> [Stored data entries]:
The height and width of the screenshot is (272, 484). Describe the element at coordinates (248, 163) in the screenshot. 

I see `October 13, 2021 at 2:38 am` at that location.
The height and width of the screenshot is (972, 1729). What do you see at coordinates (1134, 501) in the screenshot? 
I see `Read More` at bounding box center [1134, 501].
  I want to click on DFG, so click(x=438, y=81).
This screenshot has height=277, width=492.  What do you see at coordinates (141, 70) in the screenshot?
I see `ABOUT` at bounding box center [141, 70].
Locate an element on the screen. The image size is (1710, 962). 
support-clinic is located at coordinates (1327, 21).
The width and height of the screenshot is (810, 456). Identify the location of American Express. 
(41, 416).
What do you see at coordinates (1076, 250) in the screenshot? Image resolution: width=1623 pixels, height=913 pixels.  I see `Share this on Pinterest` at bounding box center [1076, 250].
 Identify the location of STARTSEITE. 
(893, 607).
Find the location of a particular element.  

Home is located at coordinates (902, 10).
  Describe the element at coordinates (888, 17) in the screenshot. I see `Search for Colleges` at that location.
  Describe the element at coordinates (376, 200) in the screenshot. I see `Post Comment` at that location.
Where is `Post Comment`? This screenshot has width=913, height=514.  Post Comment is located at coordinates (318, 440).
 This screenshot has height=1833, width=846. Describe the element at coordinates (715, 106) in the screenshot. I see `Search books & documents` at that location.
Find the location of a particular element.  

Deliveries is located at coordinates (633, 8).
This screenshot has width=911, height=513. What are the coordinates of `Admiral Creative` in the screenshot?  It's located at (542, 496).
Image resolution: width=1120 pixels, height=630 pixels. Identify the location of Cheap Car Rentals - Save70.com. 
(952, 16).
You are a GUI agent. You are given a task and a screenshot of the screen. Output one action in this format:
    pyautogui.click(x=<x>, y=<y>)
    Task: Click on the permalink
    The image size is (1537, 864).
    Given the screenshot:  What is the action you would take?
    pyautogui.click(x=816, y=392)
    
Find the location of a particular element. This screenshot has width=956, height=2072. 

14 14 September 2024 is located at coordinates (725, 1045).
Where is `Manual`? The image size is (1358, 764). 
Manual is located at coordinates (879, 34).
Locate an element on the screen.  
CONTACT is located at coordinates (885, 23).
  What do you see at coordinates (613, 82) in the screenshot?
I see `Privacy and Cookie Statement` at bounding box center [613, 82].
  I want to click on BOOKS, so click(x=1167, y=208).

> [Description of the task]: Each line above should appear again, reproduced exactly.

> [Written solution]:
The height and width of the screenshot is (272, 484). Describe the element at coordinates (248, 163) in the screenshot. 

I see `October 13, 2021 at 2:38 am` at that location.
The height and width of the screenshot is (972, 1729). What do you see at coordinates (1134, 501) in the screenshot? 
I see `Read More` at bounding box center [1134, 501].
  I want to click on DFG, so click(x=438, y=81).
This screenshot has height=277, width=492.  What do you see at coordinates (141, 70) in the screenshot?
I see `ABOUT` at bounding box center [141, 70].
Locate an element on the screen. The image size is (1710, 962). 
support-clinic is located at coordinates (1327, 21).
The width and height of the screenshot is (810, 456). Identify the location of American Express. 
(41, 416).
What do you see at coordinates (1076, 250) in the screenshot? Image resolution: width=1623 pixels, height=913 pixels.  I see `Share this on Pinterest` at bounding box center [1076, 250].
 Identify the location of STARTSEITE. 
(893, 607).
Find the location of a particular element.  

Home is located at coordinates (902, 10).
  Describe the element at coordinates (888, 17) in the screenshot. I see `Search for Colleges` at that location.
  Describe the element at coordinates (376, 200) in the screenshot. I see `Post Comment` at that location.
Where is `Post Comment`? This screenshot has width=913, height=514.  Post Comment is located at coordinates (318, 440).
 This screenshot has height=1833, width=846. Describe the element at coordinates (715, 106) in the screenshot. I see `Search books & documents` at that location.
Find the location of a particular element.  

Deliveries is located at coordinates (633, 8).
This screenshot has width=911, height=513. What are the coordinates of `Admiral Creative` in the screenshot?  It's located at (542, 496).
Image resolution: width=1120 pixels, height=630 pixels. Identify the location of Cheap Car Rentals - Save70.com. 
(952, 16).
You are a GUI agent. You are given a task and a screenshot of the screen. Output one action in this format:
    pyautogui.click(x=<x>, y=<y>)
    Task: Click on the permalink
    The image size is (1537, 864).
    Given the screenshot:  What is the action you would take?
    pyautogui.click(x=816, y=392)
    
Find the location of a particular element. This screenshot has width=956, height=2072. 

14 14 September 2024 is located at coordinates (725, 1045).
Where is `Manual`? The image size is (1358, 764). 
Manual is located at coordinates (879, 34).
Locate an element on the screen.  
CONTACT is located at coordinates (885, 23).
  What do you see at coordinates (613, 82) in the screenshot?
I see `Privacy and Cookie Statement` at bounding box center [613, 82].
  I want to click on BOOKS, so click(x=1167, y=208).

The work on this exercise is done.